Tuesday, September 18, 2012

The Commodity as Spectacle

The people in the photo above, waiting on line for the release of a new iPhone, represent perfectly Debord's idea of the commodity as spectacle - despite the fact that Debord wrote The Society as Spectacle in the 60s, it remains relevant to today's society and the way mass consumerism has developed through mass media.

Debord's theory of the society as spectacle / the commodity as spectacle is simple to understand. The commodity is what it sounds like - the things that we consume as a society. Society is, of course, society. And the spectacle is "where the real world is replaced by a selection of images which are projected above it, yet which at the same time succeed in making themselves regarded as the epitome of reality." (36)

The spectacle is the dominant representation of life - through media, advertising, news, and as Debord stated simply, images. What the quote above means is that when the world - or society - is so overwhelmed with images depicting what society looks like - or should look like - it is what the actual society begins to truly look like. More simply, the spectacle highlights the age old question - Is it art imitating life - imitating art ? Which came first? The images don't define us until we let them, but they ultimately do.

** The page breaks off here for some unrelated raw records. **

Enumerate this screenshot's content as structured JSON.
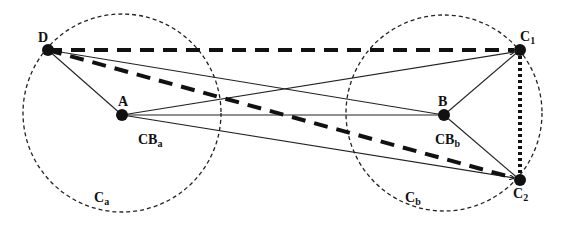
{
  "diagram": {
    "nodes": {
      "D": {
        "label": "D",
        "x": 48,
        "y": 50
      },
      "A": {
        "label": "A",
        "x": 122,
        "y": 115
      },
      "B": {
        "label": "B",
        "x": 444,
        "y": 115
      },
      "C1": {
        "label": "C",
        "sub": "1",
        "x": 520,
        "y": 50
      },
      "C2": {
        "label": "C",
        "sub": "2",
        "x": 520,
        "y": 180
      }
    },
    "regions": {
      "CBa": {
        "label": "CB",
        "sub": "a"
      },
      "CBb": {
        "label": "CB",
        "sub": "b"
      },
      "Ca": {
        "label": "C",
        "sub": "a"
      },
      "Cb": {
        "label": "C",
        "sub": "b"
      }
    },
    "colors": {
      "stroke": "#111111",
      "background": "#ffffff"
    }
  }
}
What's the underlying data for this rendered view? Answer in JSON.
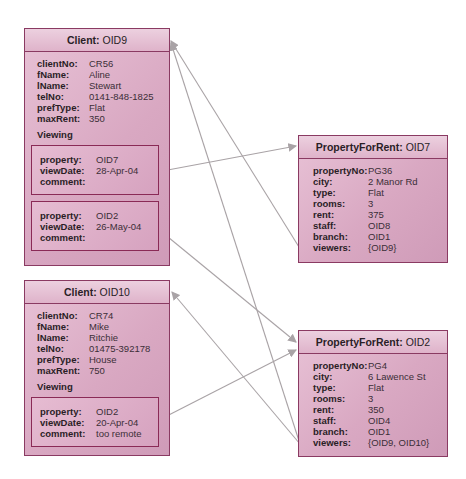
{
  "colors": {
    "box_border": "#8a3a62",
    "box_fill": "#d9a8c2",
    "connector": "#a9a3a6"
  },
  "clients": [
    {
      "class_label": "Client:",
      "oid": "OID9",
      "attributes": [
        {
          "key": "clientNo:",
          "value": "CR56"
        },
        {
          "key": "fName:",
          "value": "Aline"
        },
        {
          "key": "lName:",
          "value": "Stewart"
        },
        {
          "key": "telNo:",
          "value": "0141-848-1825"
        },
        {
          "key": "prefType:",
          "value": "Flat"
        },
        {
          "key": "maxRent:",
          "value": "350"
        }
      ],
      "viewing_label": "Viewing",
      "viewings": [
        {
          "property_key": "property:",
          "property": "OID7",
          "date_key": "viewDate:",
          "viewDate": "28-Apr-04",
          "comment_key": "comment:",
          "comment": ""
        },
        {
          "property_key": "property:",
          "property": "OID2",
          "date_key": "viewDate:",
          "viewDate": "26-May-04",
          "comment_key": "comment:",
          "comment": ""
        }
      ]
    },
    {
      "class_label": "Client:",
      "oid": "OID10",
      "attributes": [
        {
          "key": "clientNo:",
          "value": "CR74"
        },
        {
          "key": "fName:",
          "value": "Mike"
        },
        {
          "key": "lName:",
          "value": "Ritchie"
        },
        {
          "key": "telNo:",
          "value": "01475-392178"
        },
        {
          "key": "prefType:",
          "value": "House"
        },
        {
          "key": "maxRent:",
          "value": "750"
        }
      ],
      "viewing_label": "Viewing",
      "viewings": [
        {
          "property_key": "property:",
          "property": "OID2",
          "date_key": "viewDate:",
          "viewDate": "20-Apr-04",
          "comment_key": "comment:",
          "comment": "too remote"
        }
      ]
    }
  ],
  "properties": [
    {
      "class_label": "PropertyForRent:",
      "oid": "OID7",
      "attributes": [
        {
          "key": "propertyNo:",
          "value": "PG36"
        },
        {
          "key": "city:",
          "value": "2 Manor Rd"
        },
        {
          "key": "type:",
          "value": "Flat"
        },
        {
          "key": "rooms:",
          "value": "3"
        },
        {
          "key": "rent:",
          "value": "375"
        },
        {
          "key": "staff:",
          "value": "OID8"
        },
        {
          "key": "branch:",
          "value": "OID1"
        },
        {
          "key": "viewers:",
          "value": "{OID9}"
        }
      ]
    },
    {
      "class_label": "PropertyForRent:",
      "oid": "OID2",
      "attributes": [
        {
          "key": "propertyNo:",
          "value": "PG4"
        },
        {
          "key": "city:",
          "value": "6 Lawence St"
        },
        {
          "key": "type:",
          "value": "Flat"
        },
        {
          "key": "rooms:",
          "value": "3"
        },
        {
          "key": "rent:",
          "value": "350"
        },
        {
          "key": "staff:",
          "value": "OID4"
        },
        {
          "key": "branch:",
          "value": "OID1"
        },
        {
          "key": "viewers:",
          "value": "{OID9, OID10}"
        }
      ]
    }
  ]
}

"The spectacle is the stage at which the commodity has succeeded in totally colonizing social life." (42) When consumerism overtakes society in such a way that those people in line in the image above must absolutely HAVE the newest iPhone, the commodity has won out over the society. Debord also states, "the spectacle is the permanent opium war designed to force people to equate goods with commodities and to equate satisfaction with a survival.." Basically, 50 years ago Debord was explaining exactly what happens today - only maybe on a larger scale : Goods = Happiness. And the way that you get a society to believe that goods = happiness, is to project images of this thought onto them constantly - through television, advertising, the Internet, and any other available medium. It is "..a standard that the commodity has lived up to by turning the whole planet into a single world market," (39) which Debord stated well before today's single world market, the Internet, had come into play.  Years ago, theorists such as Debord understood that while society may change, these general ideas would be applicable to an ever-changing society, regardless of what medium may be dominating it at the time, and he knew that images, such as the ones below, would captivate audiences as they still do today.